It's sad to see what the student council at Howard University -- a place once "very much influenced by the values, traditions and social codes of the black community" -- considers an important priority, and how their elders define "help[ing] these students grow to be mature adults."
It's even sadder to see what some Christian colleges consider a "freshman orientation." (Videos contain offensive language, actions, and themes.)
Comments:
And yes, the GA orientation video is bad. (I would've commented on it a week ago, but I was on paternity leave. Cigars, anyone?) It is just another example of loss of Christian identity that is occurring in many church-affiliated colleges in general, and in ELCA-affiliated schools specifically. Even back in the '80s, I remember visiting a Lutheran college during my senior year in high school, and stopping by the beautiful Gothic chapel for a noontime vesper. A more lonely place you will never see. Apart from that, there was really nothing on campus that would set the school apart from any number of small, secular liberal arts colleges in the Midwest.
A former chairman of the GA board of trustees commented on another board I frequent (don't tell Gina) that the trustees were uniformly appalled, and the group will not be offering the orientation session in the future. I guess that's worth something.
Isn't the purpose of a college education to prepare a person for life as an educated adult? I can guarantee that this kind of thing is exactly what post-college adults face. Some employers even have mandatory re-education classes for violators.
What's missing here, of course, is the *preparation*. Neither of these institutions (a word that no doubt causes Christopher to shout "You got *THAT* right!!") does anything more in these examples than to put new arrivals in a situation and compel them to deal with it. There's no intellectual foundation given here - and hence, no real education is happening. And that's because a true intellectual look at these issues would expose the administrative hypocrisy.
(And, channeling my inner Dave Barry, "Swedish Warlord" would be a good name for a rock band.)
As for the article about Howard's (and other colleges') dorm rules, I think it's worth digging deeper. Why do we have dorms anyway? I can't think of a greater antithesis to a college education than the dorm.
These are a product of the post WWII era when colleges/universities grew rapidly due to the GI Bill and the push for more defense technology. Before that dorms were a rarity.
But they built dorms to handle the large influx of students, who were taught that they needed a college degree to get a new job. Now you find many articles on the "Higher Education bubble," and you see that this growth in "education" was really just another Ponzi scheme. Dorms provided a good money-maker for colleges, and a chance to give jobs to liberal/unemployable grad students in the social sciences.
While this is reasonably well understood and documented, what isn't so much is how all of this played a big role in changing the routine of courtship and marriage. In short, it wrecked most of the long-standing traditions.
Worse still, Christians bought into the new paradigm, all in. They expected to send their kids off to a "good Christian school" so they could find a Godly spouse.
Well, your second link sheds some light on those good Christian schools. Unfortunately, understanding the connections between college, courtship, and cavorting aren't so accepted, and this will probably be dismissed as more rambling by Torch.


WORK INSTRUCTION:
Scan the records for "swatch". Show the matching lines.

RECORDS:
####

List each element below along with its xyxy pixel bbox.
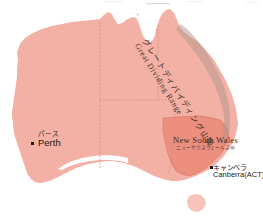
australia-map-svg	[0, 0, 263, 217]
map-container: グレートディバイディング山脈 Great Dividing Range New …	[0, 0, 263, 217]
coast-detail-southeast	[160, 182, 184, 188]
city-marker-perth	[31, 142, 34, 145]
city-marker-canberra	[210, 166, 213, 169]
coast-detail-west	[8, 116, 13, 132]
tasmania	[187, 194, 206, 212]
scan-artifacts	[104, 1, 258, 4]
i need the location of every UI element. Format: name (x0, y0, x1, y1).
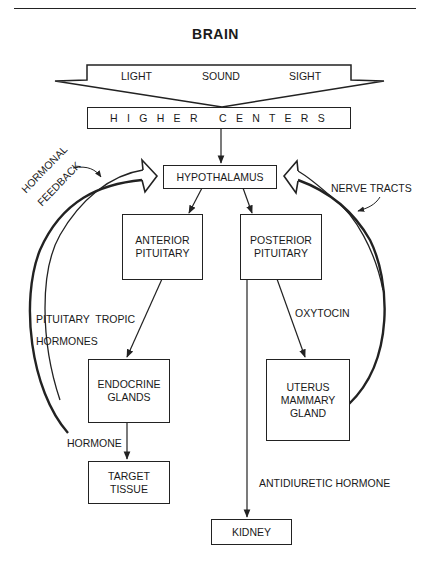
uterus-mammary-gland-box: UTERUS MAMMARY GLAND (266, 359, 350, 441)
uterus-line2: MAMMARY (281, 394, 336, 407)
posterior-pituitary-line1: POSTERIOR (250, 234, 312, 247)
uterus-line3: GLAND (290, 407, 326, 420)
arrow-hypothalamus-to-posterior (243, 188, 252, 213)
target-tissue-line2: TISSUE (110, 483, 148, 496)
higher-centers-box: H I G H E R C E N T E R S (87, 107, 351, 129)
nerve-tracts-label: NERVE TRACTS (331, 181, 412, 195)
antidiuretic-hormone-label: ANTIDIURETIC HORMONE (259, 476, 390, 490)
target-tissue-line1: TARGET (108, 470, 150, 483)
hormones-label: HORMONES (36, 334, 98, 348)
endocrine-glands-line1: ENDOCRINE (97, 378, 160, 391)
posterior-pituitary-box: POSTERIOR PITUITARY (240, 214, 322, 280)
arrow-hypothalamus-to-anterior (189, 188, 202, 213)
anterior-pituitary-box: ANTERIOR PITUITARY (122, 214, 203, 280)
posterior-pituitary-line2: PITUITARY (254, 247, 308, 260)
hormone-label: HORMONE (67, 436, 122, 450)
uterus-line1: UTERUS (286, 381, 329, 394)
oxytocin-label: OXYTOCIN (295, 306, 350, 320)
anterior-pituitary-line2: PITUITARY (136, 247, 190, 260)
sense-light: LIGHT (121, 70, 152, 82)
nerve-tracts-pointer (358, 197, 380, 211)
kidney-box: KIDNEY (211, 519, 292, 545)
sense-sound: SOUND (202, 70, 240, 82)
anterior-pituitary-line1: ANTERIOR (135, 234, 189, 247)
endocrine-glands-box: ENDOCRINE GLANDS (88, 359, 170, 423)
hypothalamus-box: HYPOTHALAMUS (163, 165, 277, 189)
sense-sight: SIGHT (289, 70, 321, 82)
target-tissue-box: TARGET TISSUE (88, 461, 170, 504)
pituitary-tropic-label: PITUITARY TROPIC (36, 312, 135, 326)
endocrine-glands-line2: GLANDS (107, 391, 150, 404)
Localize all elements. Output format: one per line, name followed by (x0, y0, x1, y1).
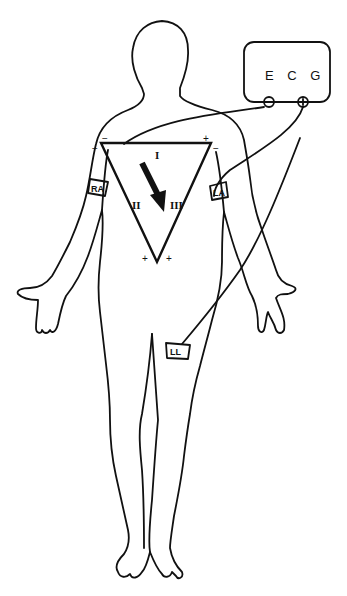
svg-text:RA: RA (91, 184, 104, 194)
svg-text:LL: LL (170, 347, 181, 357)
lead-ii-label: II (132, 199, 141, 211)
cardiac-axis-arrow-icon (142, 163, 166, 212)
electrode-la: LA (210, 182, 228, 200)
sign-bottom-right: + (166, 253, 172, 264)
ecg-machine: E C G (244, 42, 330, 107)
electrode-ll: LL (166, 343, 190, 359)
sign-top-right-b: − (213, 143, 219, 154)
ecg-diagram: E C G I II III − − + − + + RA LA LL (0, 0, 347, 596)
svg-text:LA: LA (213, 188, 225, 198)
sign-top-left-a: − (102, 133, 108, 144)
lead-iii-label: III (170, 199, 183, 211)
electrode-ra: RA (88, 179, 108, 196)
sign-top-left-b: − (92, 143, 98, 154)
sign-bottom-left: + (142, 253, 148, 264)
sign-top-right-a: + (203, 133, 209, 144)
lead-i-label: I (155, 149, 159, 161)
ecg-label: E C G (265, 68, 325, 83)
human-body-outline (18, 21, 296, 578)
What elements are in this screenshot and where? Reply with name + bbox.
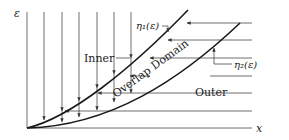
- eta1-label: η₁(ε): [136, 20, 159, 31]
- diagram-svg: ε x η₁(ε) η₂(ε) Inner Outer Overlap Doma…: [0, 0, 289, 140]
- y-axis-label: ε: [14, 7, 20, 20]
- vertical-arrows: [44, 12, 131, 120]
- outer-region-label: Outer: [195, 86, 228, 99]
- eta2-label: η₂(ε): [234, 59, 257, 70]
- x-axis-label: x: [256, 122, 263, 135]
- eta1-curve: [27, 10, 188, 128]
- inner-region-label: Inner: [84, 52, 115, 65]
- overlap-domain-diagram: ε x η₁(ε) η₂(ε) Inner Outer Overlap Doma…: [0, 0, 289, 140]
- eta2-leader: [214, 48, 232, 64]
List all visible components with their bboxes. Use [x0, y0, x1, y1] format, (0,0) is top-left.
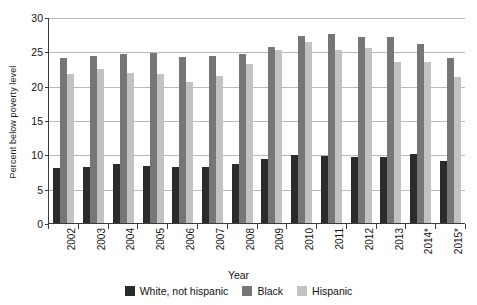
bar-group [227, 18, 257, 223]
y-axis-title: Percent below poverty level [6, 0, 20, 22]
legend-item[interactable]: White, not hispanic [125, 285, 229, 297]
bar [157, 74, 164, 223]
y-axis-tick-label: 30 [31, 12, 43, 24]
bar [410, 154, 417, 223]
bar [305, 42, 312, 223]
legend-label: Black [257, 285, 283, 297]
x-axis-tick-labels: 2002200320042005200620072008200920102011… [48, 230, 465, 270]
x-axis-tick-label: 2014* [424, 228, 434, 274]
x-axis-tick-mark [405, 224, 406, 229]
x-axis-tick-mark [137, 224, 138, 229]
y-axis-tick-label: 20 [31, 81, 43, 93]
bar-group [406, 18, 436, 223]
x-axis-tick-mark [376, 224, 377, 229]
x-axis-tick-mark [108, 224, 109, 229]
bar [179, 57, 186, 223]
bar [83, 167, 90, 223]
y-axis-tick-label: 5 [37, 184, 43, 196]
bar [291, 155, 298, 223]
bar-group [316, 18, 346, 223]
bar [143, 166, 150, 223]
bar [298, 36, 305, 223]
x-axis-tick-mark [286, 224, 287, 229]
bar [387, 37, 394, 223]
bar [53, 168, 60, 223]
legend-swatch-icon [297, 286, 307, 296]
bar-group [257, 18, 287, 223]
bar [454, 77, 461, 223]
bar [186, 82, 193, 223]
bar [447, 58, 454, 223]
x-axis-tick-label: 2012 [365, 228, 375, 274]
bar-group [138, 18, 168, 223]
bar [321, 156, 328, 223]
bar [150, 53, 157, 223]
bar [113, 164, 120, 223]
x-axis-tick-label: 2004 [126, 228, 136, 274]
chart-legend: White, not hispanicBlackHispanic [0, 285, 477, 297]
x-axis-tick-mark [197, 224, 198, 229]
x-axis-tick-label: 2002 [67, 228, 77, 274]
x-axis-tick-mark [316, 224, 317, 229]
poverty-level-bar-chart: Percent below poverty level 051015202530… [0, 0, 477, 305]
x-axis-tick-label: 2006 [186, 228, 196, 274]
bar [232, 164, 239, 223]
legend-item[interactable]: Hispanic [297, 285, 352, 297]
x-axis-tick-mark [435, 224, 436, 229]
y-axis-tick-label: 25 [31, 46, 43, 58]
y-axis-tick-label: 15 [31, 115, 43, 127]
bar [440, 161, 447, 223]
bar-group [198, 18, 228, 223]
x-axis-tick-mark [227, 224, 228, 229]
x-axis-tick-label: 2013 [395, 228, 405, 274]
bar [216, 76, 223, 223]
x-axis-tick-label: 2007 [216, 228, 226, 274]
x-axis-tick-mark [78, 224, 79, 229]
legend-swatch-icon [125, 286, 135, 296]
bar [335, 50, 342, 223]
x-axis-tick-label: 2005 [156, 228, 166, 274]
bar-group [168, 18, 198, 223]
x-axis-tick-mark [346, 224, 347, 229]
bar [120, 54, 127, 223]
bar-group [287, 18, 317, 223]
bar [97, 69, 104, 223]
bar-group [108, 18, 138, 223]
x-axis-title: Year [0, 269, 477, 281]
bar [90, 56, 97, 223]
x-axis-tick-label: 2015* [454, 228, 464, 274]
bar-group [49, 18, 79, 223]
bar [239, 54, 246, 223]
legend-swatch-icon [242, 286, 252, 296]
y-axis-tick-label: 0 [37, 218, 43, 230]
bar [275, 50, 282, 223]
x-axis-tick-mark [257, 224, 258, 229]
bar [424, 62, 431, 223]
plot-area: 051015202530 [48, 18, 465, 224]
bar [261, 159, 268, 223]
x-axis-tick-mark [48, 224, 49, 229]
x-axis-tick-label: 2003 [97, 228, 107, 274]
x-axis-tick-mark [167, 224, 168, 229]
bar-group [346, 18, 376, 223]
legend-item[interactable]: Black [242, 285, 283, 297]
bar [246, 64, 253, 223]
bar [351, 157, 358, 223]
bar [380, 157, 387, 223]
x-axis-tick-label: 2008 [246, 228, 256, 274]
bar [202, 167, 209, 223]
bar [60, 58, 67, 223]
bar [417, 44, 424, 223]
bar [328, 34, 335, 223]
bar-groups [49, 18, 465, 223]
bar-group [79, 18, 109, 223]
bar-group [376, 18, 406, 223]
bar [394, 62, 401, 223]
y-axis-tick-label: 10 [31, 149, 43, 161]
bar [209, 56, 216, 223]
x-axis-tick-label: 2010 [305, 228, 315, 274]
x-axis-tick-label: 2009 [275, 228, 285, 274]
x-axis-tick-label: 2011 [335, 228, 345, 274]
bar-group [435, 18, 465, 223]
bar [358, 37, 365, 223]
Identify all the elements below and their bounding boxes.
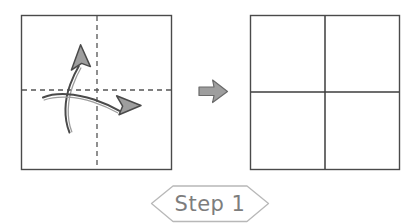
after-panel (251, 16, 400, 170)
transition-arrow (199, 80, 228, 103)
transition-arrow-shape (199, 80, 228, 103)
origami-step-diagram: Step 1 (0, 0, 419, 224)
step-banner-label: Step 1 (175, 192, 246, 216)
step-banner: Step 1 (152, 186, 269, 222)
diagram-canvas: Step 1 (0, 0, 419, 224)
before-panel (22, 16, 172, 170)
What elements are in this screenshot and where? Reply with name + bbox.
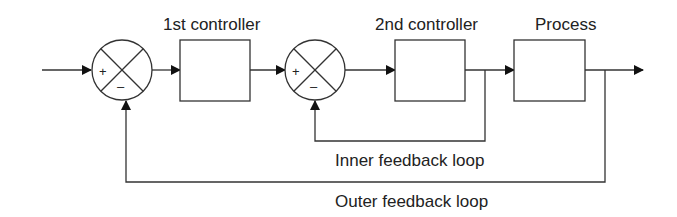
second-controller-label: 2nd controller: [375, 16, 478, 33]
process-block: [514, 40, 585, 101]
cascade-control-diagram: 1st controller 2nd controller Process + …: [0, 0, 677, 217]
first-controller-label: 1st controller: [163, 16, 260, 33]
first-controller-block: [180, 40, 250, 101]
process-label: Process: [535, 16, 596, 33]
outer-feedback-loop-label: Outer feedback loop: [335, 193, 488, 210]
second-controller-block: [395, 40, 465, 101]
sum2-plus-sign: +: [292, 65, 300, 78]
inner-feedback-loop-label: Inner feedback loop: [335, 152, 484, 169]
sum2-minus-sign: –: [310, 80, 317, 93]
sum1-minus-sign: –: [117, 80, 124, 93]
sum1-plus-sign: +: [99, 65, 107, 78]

####

TASK RESULT:
legend-swatch-icon [297, 286, 307, 296]
legend-swatch-icon [125, 286, 135, 296]
legend-swatch-icon [242, 286, 252, 296]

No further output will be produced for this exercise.